Parliament's Transport Committee said the attack on Glasgow Airport last month, when a car was rammed into the entrance and set alight, showed how passengers queuing in terminals could become a target.

New rules brought in last summer after anti-terrorism police warned of a suspected plot to blow up passenger planes using liquid explosives have made security checks "lengthy, intrusive and frustrating", the MPs said.

The changes sparked chaos on both sides of the Atlantic, with hundreds of flights cancelled, long delays and widespread confusion over hand luggage rules.

"Moving passengers more swiftly through to airside will, in itself, reduce the threat to the travelling public," the committee said in a report. "Speeding up check-in times and reducing the security queue should be a priority for airports and airlines."

In evidence to the committee, Ian Hutcheson, security chief at airport operator BAA said some passengers are confused by the rules and other try to gnore them.
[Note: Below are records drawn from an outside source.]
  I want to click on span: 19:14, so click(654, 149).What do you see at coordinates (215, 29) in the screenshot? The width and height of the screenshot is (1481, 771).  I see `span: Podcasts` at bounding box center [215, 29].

After the September 11, 2001 attacks in the United States and the Lockerbie plane bombing in 1988, passengers complied with tighter security measures, he added.
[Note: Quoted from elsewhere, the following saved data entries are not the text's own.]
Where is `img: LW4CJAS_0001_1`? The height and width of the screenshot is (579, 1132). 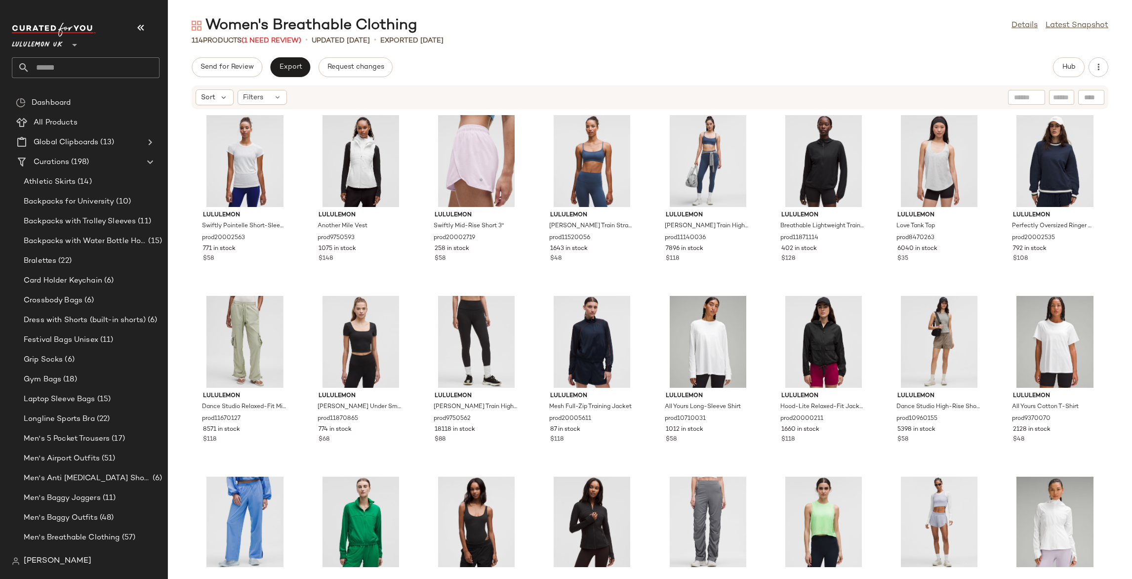 img: LW4CJAS_0001_1 is located at coordinates (823, 161). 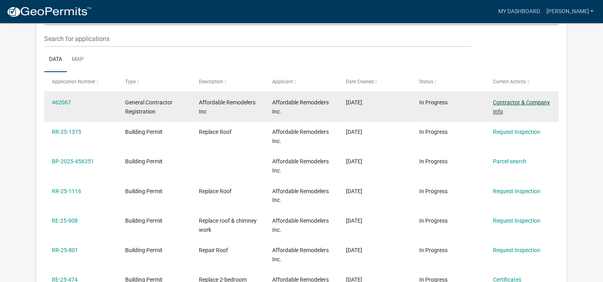 What do you see at coordinates (61, 102) in the screenshot?
I see `a: 462067` at bounding box center [61, 102].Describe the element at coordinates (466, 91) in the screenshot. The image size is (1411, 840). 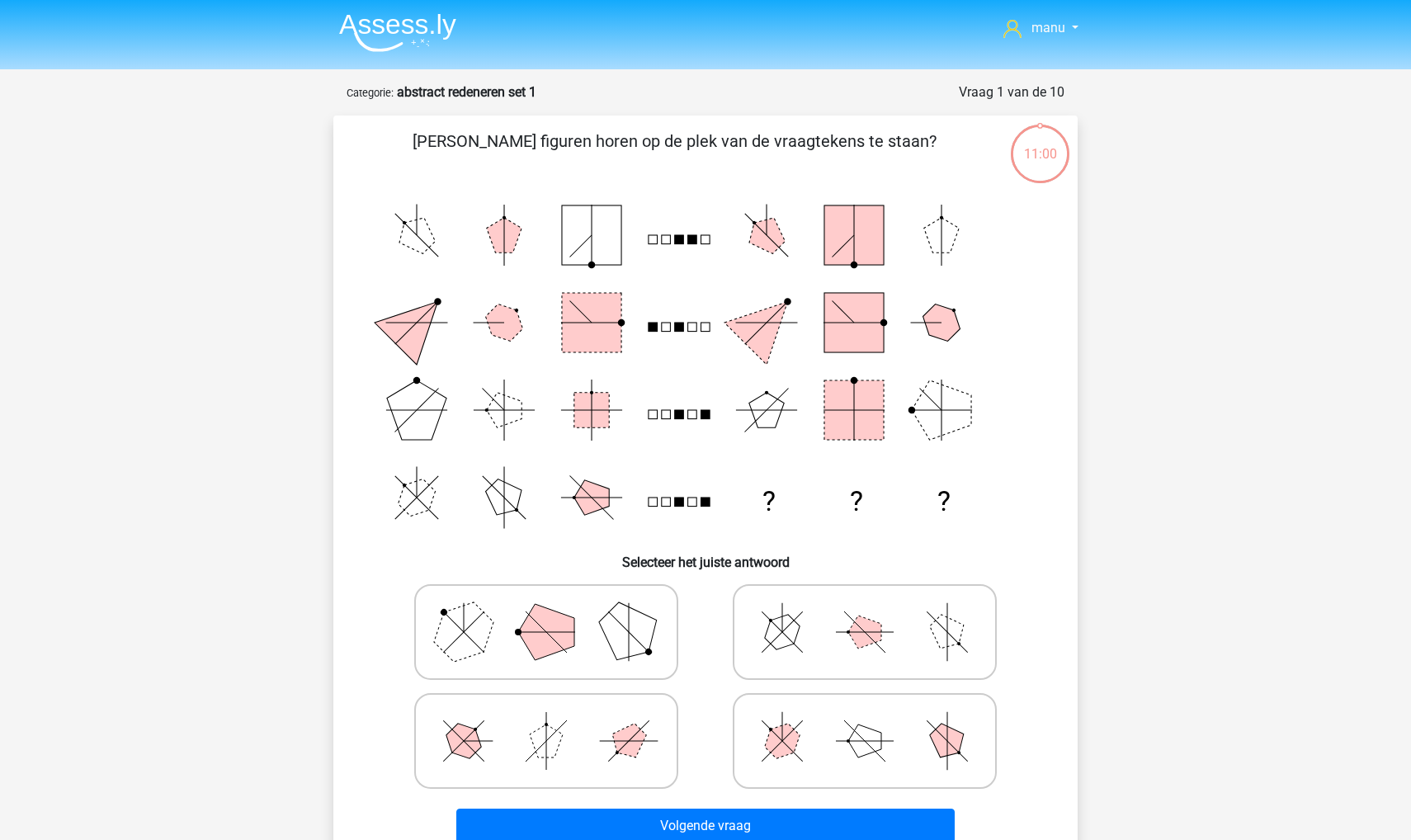
I see `strong: abstract redeneren set 1` at that location.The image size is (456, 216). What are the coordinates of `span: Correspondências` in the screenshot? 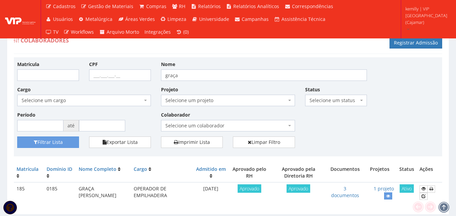 It's located at (313, 6).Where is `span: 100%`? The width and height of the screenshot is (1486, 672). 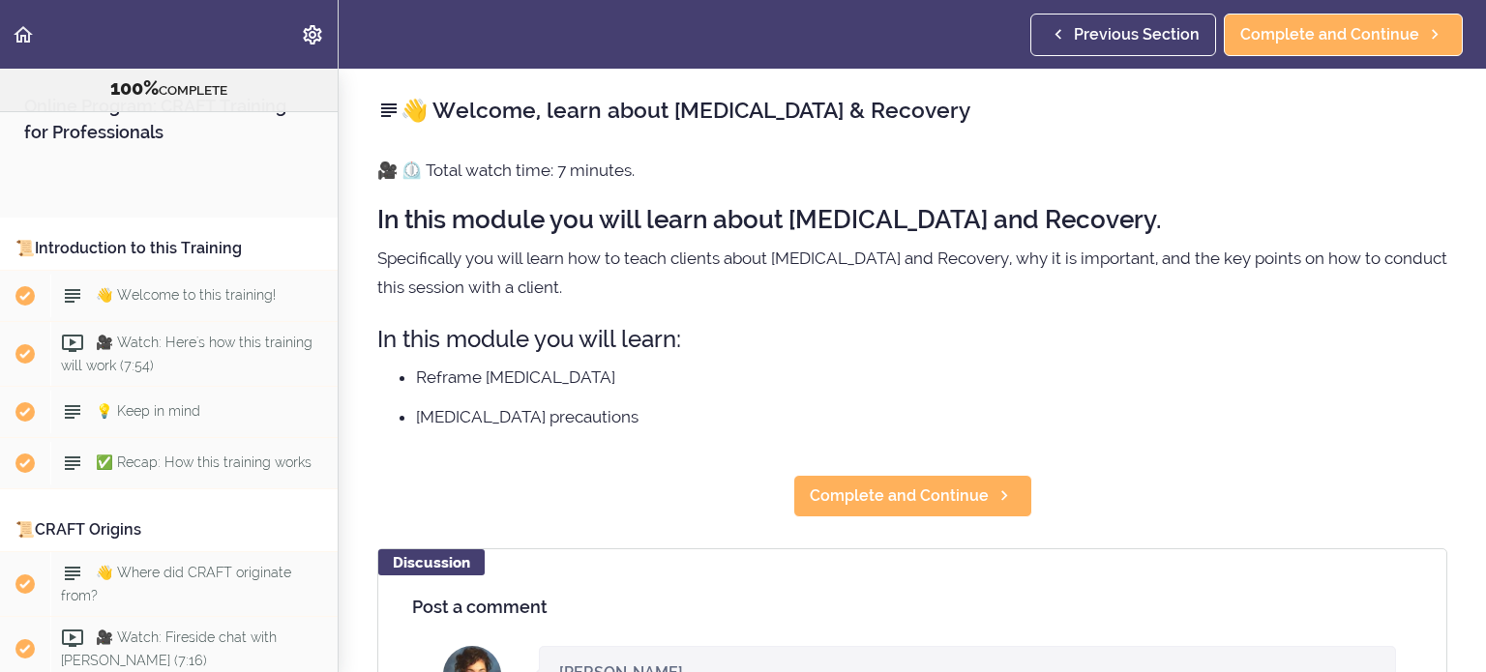 span: 100% is located at coordinates (134, 88).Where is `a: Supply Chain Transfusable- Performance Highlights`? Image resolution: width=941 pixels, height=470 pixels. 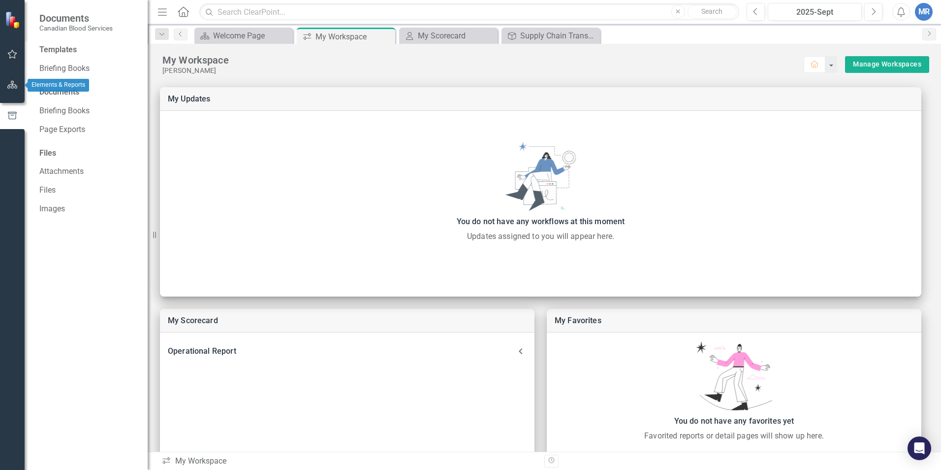 a: Supply Chain Transfusable- Performance Highlights is located at coordinates (551, 35).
But the reasons behind the tighter rules brought in last August quickly faded from people's memories, he said.

"X-ray rage" from irate passengers stuck at security checks has led to a rise in assaults on staff, the MPs heard.

The committee said it was "shocked" by the number of people breaking the ban on carrying liquids through security checks and said the government was too relaxed about the breaches.

The MPs accepted that tighter security was "absolutely fundamental" to passengers' safety. However, they urged the government to do more to help airports cope.

For example, ministers could give airport bosses more information when changes are planned or help with emergency staffing or funding.

Britain's airports have been on heightened alert for years.

Security was tightened at Britain's airports after the Glasgow attack and the discovery of two car bombs in central London hours earlier.

Soldiers and tanks were deployed at Heathrow Airport in 2003 over what one police source described as a threatened al Qaeda rocket attack.